Apropos of my earlier post on the death of David Carradine in somewhat ambiguous circumstances in Bangkok comes today’s NYT book review: It is on “The East, the West, and Sex: A history of Erotic Encounters” by Richard Bernstein, a fine writer and veteran journo. (“Provocative and intriguing,” writes the reviewer, the estimable Simon Winchester, no mean author himself, his books are favorites of mine, and the public.)
In the review, Winchester opens with an anecdote about butterflies and the pleasures endured by a female friend–which I’ll spare you–but that sets up his, and Bernstein’s, point about the corruption or exploitation of this East by a mythologizing West:
Things like this just don’t seem to happen in Dubuque or Stow-on-the-Wold. And as Richard Bernstein suggests in his provocative and intriguing book “The East, the West, and Sex,” it is tales like this that over the years have helped construct today’s notion of the East as a sensual and sexual paradise. Tales of the odalisque, the harem, the seraglio, the concubine, the geisha and the Kama Sutra have all become combined in the past century or so into a sweetly perfumed mélange of exoticism and eroticism, presenting “the Orient” as a realm of languor and loucheness, where concupiscent curds run in the streets and nostalgie de la boue is perfectly de rigueur.
This idea — of the East as the center of a “harem culture” so enticingly different from what is parodied as our own Judeo-Calvinist dreariness — has captivated Westerners since the first imperialists planted their flags in the heat and dust of far away. In recent years, however, it is a notion that has spiraled frighteningly out of control. Nowadays there is precious little that passes for romance about the picture: the charming 19th-century image of Kipling’s temple girl at the old pagoda in Moulmein, the “neater, sweeter maiden in a cleaner, greener land,” has been replaced by today’s obese American pederast trolling for catamites in the bars of Zamboanga, or of middle-aged sex tourists buying infants in Phnom Penh or on the beaches outside Colombo.
Alas, there don’t seem to be insights on the overlay (ahem) of sexuality and spirituality, though they may simply not have been indicated by Winchester’s review.
Yoga has certainly been commodified almost as much as the Kama Sutra (see illustration above, e.g.).
But as Winchester writes, are Westerners really doing anything different than the indigenous powerful have been doing all along?
For something that doesn’t make your ears burn to read, but gets at the same Eastern infatuation and its consequences, I’d also highly recommend Orville Schell’s “Virtual Tibet: Searching for Shangri-La from the Himalayas to Hollywood.”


▶ THE PROBLEM
In full and without alteration, print the entries.

Stored data
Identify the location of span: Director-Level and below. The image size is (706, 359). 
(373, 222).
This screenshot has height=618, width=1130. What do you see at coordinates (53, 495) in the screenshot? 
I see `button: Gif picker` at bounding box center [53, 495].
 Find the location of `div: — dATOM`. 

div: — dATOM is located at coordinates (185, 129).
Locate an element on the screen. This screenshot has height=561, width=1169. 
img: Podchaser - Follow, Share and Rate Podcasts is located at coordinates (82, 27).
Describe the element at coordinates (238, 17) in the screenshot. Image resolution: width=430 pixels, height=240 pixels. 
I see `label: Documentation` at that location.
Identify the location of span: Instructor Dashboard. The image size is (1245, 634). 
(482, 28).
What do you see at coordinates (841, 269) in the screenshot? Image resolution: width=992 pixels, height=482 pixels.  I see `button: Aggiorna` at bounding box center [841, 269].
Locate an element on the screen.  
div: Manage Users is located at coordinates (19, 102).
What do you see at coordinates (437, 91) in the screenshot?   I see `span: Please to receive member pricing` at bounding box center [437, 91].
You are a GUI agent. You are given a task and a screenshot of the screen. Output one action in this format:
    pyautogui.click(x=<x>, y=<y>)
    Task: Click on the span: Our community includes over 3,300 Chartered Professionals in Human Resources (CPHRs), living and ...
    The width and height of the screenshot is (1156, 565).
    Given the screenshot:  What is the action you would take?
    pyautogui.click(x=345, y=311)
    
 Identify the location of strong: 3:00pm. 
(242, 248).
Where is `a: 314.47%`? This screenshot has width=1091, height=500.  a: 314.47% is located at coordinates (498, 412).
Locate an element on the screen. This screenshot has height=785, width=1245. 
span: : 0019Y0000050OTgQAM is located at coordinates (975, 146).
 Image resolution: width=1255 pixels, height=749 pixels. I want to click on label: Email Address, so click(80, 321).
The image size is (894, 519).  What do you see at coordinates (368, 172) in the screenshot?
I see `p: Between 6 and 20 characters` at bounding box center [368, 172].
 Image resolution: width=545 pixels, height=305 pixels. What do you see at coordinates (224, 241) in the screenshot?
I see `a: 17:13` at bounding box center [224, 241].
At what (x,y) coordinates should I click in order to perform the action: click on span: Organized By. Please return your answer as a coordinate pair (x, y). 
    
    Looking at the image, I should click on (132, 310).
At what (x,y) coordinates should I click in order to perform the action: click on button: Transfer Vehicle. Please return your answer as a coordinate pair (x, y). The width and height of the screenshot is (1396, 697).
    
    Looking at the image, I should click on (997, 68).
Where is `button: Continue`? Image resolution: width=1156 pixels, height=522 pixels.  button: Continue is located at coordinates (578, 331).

▶ ANSWER SECTION
Identify the location of span: Director-Level and below. The image size is (706, 359). 
(373, 222).
This screenshot has height=618, width=1130. What do you see at coordinates (53, 495) in the screenshot? 
I see `button: Gif picker` at bounding box center [53, 495].
 Find the location of `div: — dATOM`. 

div: — dATOM is located at coordinates (185, 129).
Locate an element on the screen. This screenshot has height=561, width=1169. 
img: Podchaser - Follow, Share and Rate Podcasts is located at coordinates (82, 27).
Describe the element at coordinates (238, 17) in the screenshot. Image resolution: width=430 pixels, height=240 pixels. 
I see `label: Documentation` at that location.
Identify the location of span: Instructor Dashboard. The image size is (1245, 634). 
(482, 28).
What do you see at coordinates (841, 269) in the screenshot? Image resolution: width=992 pixels, height=482 pixels.  I see `button: Aggiorna` at bounding box center [841, 269].
Locate an element on the screen.  
div: Manage Users is located at coordinates (19, 102).
What do you see at coordinates (437, 91) in the screenshot?   I see `span: Please to receive member pricing` at bounding box center [437, 91].
You are a GUI agent. You are given a task and a screenshot of the screen. Output one action in this format:
    pyautogui.click(x=<x>, y=<y>)
    Task: Click on the span: Our community includes over 3,300 Chartered Professionals in Human Resources (CPHRs), living and ...
    The width and height of the screenshot is (1156, 565).
    Given the screenshot:  What is the action you would take?
    pyautogui.click(x=345, y=311)
    
 Identify the location of strong: 3:00pm. 
(242, 248).
Where is `a: 314.47%`? This screenshot has width=1091, height=500.  a: 314.47% is located at coordinates (498, 412).
Locate an element on the screen. This screenshot has height=785, width=1245. 
span: : 0019Y0000050OTgQAM is located at coordinates (975, 146).
 Image resolution: width=1255 pixels, height=749 pixels. I want to click on label: Email Address, so click(80, 321).
The image size is (894, 519).  What do you see at coordinates (368, 172) in the screenshot?
I see `p: Between 6 and 20 characters` at bounding box center [368, 172].
 Image resolution: width=545 pixels, height=305 pixels. What do you see at coordinates (224, 241) in the screenshot?
I see `a: 17:13` at bounding box center [224, 241].
At what (x,y) coordinates should I click in order to perform the action: click on span: Organized By. Please return your answer as a coordinate pair (x, y). 
    
    Looking at the image, I should click on (132, 310).
At what (x,y) coordinates should I click in order to perform the action: click on button: Transfer Vehicle. Please return your answer as a coordinate pair (x, y). The width and height of the screenshot is (1396, 697).
    
    Looking at the image, I should click on (997, 68).
Where is `button: Continue`? Image resolution: width=1156 pixels, height=522 pixels.  button: Continue is located at coordinates (578, 331).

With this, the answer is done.